The Colombian government is preparing to reintegrate members of the FARC Marxist narco-terrorist group into its society as they undergo their first round of rehabilitation. FARC terrorists continuing to stage bombings and kidnappings have marred the process, however, which the Colombian people voted against last year.
The national outlet Caracol Radio reported on Monday that Revolutionary Armed Forces of Colombia (FARC) terrorists had abducted two ranchers, brothers Carlos and Jeferson Pineda, taking them to an undisclosed rural location from San Vicente del Caguán, Caquetá. Officials described the abductors using the Colombian government’s apparently preferred term “FARC dissidents,” meaning FARC terrorists who are not abiding by the peace deal Bogotá signed with FARC leaders in Havana that would enable the leaders to establish the FARC as a political party.
The Colombian newspaper El Tiempo notes in its report on the Pineda brothers that FARC “dissidents” had also recently planted explosives on a road near which military vehicles were scheduled to pass in an attempt at attacking the government. The bomb went off shortly after a military vehicle transporting soldiers passed through the area. While neighbors did not report any injuries, the attack resulted in serious property damage for locals.
The highest-profile attack conducted by FARC “dissidents” in protest of the peace deal, which would likely result in a high number of members of the terrorist group not serving time in prison for their crimes, occurred on May 3. Members of a group calling themselves the Armando Ríos First Front of the FARC-EP (Ejército del pueblo, “People’s Army”) abducted a United Nations employee identified as Harley López, a member of the United Nations Office on Drugs and Crime (UNODC).
The FARC faction involved mailed a letter to radio stations Caracol and RCN with a list of demands for the release of López two days after his abduction, calling for the liberation of a FARC leader known as “Simón Trindad” and a guarantee that the government and the United Nations will not crack down on coca growers.
The FARC largely subsists off of cocaine trafficking, and some factions within Colombia fear that the peace deal benefits leaders exiled in Havana at the expense of the interests of guerrillas still operating in rural Colombia. The First Front, the BBC notes, rejected the peace deal in July 2016.
The UN Center of Information in Colombia confirmed the kidnapping and demanded López’s “immediate and unconditional” return on May 11, as well as adding the detail that López’s job in the region was to help replace coca crops with legal agriculture to ensure that the legalization of the FARC does not impoverish the farmers whom the FARC has held captive to their markets for their half-century of existence. President Juan Manuel Santos, who won the Nobel Peace Process for his negotiations with the terrorist group, has personally participated in initiatives to replace coca crops.
The single statement and apparent lack of urgency on the part of officials to negotiate the release of López triggered condemnation from the NGO Amnesty International, whose Americas Director Erika Guevara-Rosas noted in a statement published on May 8:
The silence of the government and the FARC in relation to this serious incident and to the critical security situation in the country in general is worrying. If the necessary conditions for the local implementation of the peace agreement are not guaranteed, the results could be devastating for the communities, civil society organizations and international bodies involved in this process.
In a national referendum last year, Colombians voted against implementing a peace deal with the FARC, which would allegedly end the over 50-year-old conflict between the terrorist group and the government. Santos pushed the plan through Congress anyway, by mislabeling it a treaty to override the constitutional requirement for a referendum vote in its favor.
The plan would require all FARC terrorists to hand over their weapons to the government and be placed in designated “rehabilitation centers,” where they will be evaluated medically and psychologically and prepared for a return to civilian life. A special FARC tribunal will judge the crimes of every terrorist, and only those found guilty of “crimes against humanity” – not “political crimes” – will serve prison time. The government and FARC did not clarify what kinds of crimes would fall under either of those categories.
As many FARC terrorists were abducted as children and turned into child soldiers, many suffer intense trauma and brainwashing and require intense psychological help. The FARC leadership that enabled their abduction and brainwashing, however, remains comfortably established in Havana and will be allowed to pursue the creation of a FARC political party in Colombia, using the millions of dollars in cocaine sales, ransoms, and other illicit funds to strengthen the party.
An estimated 6,900 FARC members have congregated at rehabilitation points nationwide to be processed by the government, though some groups, now labeled “FARC dissidents,” have refused. Other criminal groups in the region, like the Brazilian drug gang First Capital Command (PCC), have begun recruiting former FARC terrorists into their ranks who do not wish to disarm, according to reports.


- **Exercise goal**
Go through the entries below and collect each line with the string "will" in it.

- **Record set**
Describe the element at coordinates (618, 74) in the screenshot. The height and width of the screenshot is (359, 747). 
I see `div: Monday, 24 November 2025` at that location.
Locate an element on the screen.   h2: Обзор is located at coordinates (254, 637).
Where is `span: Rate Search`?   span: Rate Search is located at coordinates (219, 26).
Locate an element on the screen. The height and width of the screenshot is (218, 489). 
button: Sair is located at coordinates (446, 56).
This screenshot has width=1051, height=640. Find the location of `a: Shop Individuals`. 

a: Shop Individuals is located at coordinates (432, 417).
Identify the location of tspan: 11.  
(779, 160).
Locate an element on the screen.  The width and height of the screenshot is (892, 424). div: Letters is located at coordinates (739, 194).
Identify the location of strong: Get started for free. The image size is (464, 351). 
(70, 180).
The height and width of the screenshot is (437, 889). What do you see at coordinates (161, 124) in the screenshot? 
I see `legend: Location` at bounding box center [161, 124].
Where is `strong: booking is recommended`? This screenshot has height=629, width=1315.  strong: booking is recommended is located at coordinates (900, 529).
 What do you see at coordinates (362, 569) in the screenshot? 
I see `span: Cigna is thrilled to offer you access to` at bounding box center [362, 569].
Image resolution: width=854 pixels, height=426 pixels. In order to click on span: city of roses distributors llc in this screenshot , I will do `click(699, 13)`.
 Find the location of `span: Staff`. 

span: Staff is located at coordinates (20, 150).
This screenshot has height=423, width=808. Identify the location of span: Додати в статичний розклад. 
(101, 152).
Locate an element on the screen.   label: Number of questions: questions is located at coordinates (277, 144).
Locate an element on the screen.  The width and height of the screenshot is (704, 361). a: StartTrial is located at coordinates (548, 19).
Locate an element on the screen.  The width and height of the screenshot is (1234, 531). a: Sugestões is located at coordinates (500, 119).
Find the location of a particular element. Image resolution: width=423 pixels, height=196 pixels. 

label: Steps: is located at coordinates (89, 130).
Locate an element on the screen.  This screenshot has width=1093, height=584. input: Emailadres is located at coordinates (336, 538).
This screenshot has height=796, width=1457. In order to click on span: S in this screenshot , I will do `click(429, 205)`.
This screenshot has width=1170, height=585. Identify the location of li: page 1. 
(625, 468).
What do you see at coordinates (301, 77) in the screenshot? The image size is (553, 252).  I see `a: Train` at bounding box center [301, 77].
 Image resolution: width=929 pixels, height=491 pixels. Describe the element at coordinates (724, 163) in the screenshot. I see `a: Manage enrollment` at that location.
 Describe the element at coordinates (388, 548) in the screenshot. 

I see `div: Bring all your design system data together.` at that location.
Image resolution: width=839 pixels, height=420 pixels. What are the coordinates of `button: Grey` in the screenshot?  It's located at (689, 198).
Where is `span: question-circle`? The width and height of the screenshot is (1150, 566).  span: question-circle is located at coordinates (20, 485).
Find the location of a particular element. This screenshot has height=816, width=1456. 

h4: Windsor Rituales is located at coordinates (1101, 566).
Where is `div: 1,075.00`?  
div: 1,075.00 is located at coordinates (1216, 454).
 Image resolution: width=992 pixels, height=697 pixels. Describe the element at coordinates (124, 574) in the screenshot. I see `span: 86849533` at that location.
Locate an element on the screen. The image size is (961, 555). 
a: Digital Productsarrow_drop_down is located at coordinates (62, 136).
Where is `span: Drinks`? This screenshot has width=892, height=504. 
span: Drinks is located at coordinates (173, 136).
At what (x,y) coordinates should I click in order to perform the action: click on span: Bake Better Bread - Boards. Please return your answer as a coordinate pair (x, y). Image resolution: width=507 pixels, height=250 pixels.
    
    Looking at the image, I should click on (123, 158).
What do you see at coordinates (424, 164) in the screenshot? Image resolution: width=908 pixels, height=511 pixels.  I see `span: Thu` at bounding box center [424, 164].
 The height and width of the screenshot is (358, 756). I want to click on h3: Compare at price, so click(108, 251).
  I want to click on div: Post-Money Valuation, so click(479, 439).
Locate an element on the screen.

- **Answer box**
Image resolution: width=854 pixels, height=426 pixels. In order to click on span: city of roses distributors llc in this screenshot , I will do `click(699, 13)`.
This screenshot has height=796, width=1457. In order to click on span: S in this screenshot , I will do `click(429, 205)`.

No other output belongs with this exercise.